Cariño: Baguio Connections 95

LAST week, we left off with Valentine’s greeting to one and all.

This week, we got a text from the Sylvia Ruff mentioned last week, who kindly corrected this column—it wasn’t Doris who owned D and S Fine Foods, but Lina Ng; we stand happily corrected. More from Sylvia: the assistant manager was George Ng (later of Teahouse fame, as earlier written here), whose assistant was Leona. Yes, we all now remember.

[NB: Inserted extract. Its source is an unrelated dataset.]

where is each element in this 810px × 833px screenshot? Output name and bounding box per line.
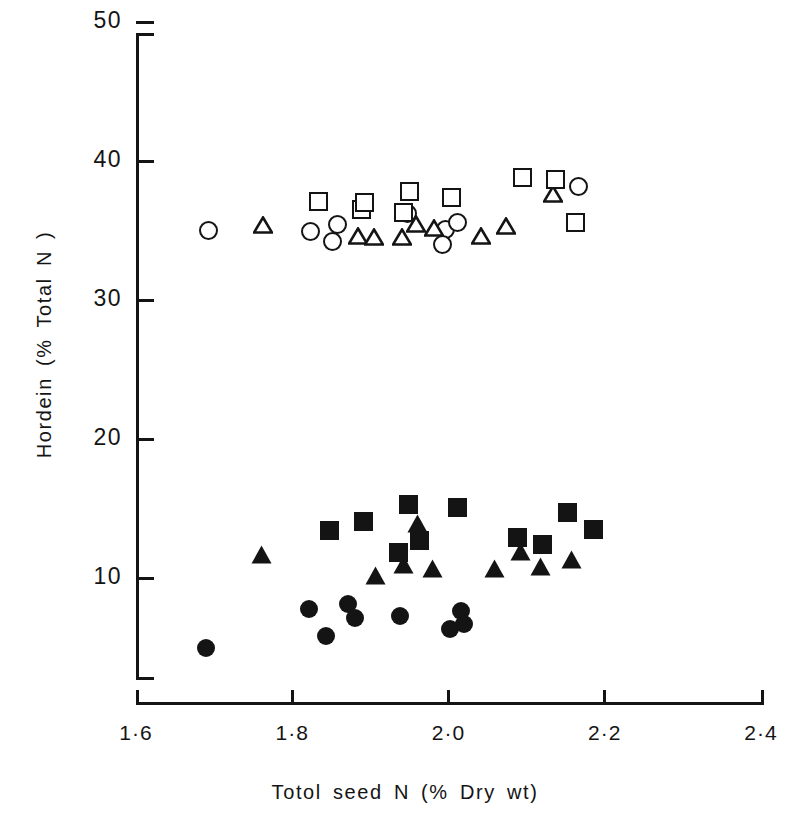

As some of us also remember, D and S at a point moved to UB Square, the corner of General Luna and Assumption to be exact, though not as well-stocked as it used to be on Session Road. And while the store has long closed shop, it lives on in our memories of a quieter Baguio that did not have to fight tooth and nail to stop these moves to put parking buildings in the park. So we gotta do what we gotta do, as the saying goes, and battle these commercial interests that run contrary to the environmental well-being of our fair city.

No to parking buildings in Burnham Park!

Speaking of which, the Baguio City Council on August 16, 2010 designated “that portion of Burnham Park between the children’s playground and the city orchidarium as site for the Mateo Cariño monument and as an Iblaoi Hertiage Garden (Resolution Numbered 182, Series of 2010).” No to a parking building there, either, please.

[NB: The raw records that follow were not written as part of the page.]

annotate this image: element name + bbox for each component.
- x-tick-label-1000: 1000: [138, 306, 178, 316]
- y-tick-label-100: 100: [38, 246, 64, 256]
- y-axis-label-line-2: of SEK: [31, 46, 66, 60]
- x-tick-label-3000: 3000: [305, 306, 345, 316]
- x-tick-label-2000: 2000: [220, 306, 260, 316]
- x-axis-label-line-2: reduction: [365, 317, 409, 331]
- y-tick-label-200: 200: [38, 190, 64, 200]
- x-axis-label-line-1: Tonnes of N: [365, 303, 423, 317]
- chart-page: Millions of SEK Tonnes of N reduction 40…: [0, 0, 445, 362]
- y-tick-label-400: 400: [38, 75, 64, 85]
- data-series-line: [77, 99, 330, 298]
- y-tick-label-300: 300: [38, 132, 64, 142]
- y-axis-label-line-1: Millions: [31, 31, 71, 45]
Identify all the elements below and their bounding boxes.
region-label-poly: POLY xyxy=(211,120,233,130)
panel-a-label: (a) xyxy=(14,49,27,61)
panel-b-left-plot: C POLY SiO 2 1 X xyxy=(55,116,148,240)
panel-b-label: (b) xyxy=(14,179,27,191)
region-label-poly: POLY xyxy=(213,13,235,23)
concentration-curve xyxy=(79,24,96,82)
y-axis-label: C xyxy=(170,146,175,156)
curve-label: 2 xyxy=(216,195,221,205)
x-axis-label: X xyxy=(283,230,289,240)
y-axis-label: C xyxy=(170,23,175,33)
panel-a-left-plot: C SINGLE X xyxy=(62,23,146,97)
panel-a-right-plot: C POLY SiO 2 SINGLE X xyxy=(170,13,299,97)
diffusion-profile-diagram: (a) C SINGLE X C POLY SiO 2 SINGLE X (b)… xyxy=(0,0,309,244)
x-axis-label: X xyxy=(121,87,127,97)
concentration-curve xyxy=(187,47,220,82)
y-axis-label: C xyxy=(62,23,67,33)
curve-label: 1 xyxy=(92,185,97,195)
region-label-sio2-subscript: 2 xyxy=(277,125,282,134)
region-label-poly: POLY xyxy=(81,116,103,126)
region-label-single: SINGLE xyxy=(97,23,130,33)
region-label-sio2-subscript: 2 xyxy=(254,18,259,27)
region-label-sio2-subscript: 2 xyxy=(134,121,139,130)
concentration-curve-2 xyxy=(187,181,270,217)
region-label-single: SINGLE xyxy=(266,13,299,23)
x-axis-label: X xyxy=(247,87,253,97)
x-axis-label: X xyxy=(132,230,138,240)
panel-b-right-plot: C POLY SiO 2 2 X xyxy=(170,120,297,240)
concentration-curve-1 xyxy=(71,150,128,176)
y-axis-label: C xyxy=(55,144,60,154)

The above resolution was preceded by one passed by the City Council the year before on September 28, 2009 (Resolution 395, Series of 2009) that declared “February 23 of every year as Ibaloi Day in the City of Baguio to commemorate the date when the US Supreme Court recognized the legitimacy of Mateo Cariño’s struggle for Native Title and to give due recognition to the original indigenous inhabitants of the City.”

Subsequently, on January 28, 2013, the City Council passed Ordinance Numbered 09 (Series of 2013) “institutionalizing the Ibaloi day and making it a regular activity of the City Government of Baguio.” This year, February 23 fall on this weekend, but Ibaloy Day activities have been cancelled due to the Coronavirus precautions we all must take.

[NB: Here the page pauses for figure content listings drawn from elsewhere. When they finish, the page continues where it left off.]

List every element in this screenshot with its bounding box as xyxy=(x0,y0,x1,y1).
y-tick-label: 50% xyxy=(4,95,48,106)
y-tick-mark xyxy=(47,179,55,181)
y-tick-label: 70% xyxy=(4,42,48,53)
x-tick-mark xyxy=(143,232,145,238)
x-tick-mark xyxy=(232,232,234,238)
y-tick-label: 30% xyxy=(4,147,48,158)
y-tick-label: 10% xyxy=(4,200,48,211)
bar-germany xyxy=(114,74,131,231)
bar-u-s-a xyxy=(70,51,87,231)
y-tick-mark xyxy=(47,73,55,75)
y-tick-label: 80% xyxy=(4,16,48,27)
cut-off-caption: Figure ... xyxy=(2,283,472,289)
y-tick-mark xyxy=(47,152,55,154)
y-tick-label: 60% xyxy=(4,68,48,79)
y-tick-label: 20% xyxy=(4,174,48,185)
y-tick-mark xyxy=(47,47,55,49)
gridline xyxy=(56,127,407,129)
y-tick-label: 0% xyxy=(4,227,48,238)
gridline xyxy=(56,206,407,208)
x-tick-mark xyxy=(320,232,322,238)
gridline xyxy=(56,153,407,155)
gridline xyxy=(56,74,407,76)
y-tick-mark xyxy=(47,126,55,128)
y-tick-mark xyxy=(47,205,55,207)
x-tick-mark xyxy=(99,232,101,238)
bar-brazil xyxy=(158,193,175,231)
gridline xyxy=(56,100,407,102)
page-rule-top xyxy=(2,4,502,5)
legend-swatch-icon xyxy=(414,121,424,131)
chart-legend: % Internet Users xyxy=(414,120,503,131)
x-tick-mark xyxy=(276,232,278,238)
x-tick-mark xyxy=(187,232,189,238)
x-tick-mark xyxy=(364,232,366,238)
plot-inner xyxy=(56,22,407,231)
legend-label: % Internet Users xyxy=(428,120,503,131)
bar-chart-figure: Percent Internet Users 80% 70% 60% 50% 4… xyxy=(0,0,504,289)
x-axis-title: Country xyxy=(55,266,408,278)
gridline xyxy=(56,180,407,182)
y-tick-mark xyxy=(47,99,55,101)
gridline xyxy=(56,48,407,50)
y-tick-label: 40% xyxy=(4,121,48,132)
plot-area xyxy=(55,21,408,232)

Still, let us this weekend commemorate that US Supreme Court decision penned by legendary Justice Oliver Wendell Holmes Jr. that affirmed Native Title in Baguio, Benguet, the Philippines, the US, and actually internationally. This column revisited the decision just recently and for the nth time, again appreciating that it is indeed a masterpiece of jurisprudence and of writing.

Oft-quoted from that decision are the following lines. “Whatever the law upon these points may be, and we mean to go no further than the necessities of decision demand, every presumption is and ought to be against the Government in a case like the present. It might, perhaps, be proper and sufficient to say that when, as far back as testimony or memory goes, the land has been held by individuals under a claim of private ownership, it will be presumed to have been held in the same way from before the Spanish conquest, and never to have been public land.”

What is often missed perhaps is that Holmes decision on Native Title should not be held as ‘the enemy” by our local and national governments. Rather it is one we should as a nation be proud has its roots in Baguio, amongst ourselves, as Filipinos. For who was the old chieftain Mateo anyway, if not the original Filipino, unbowed.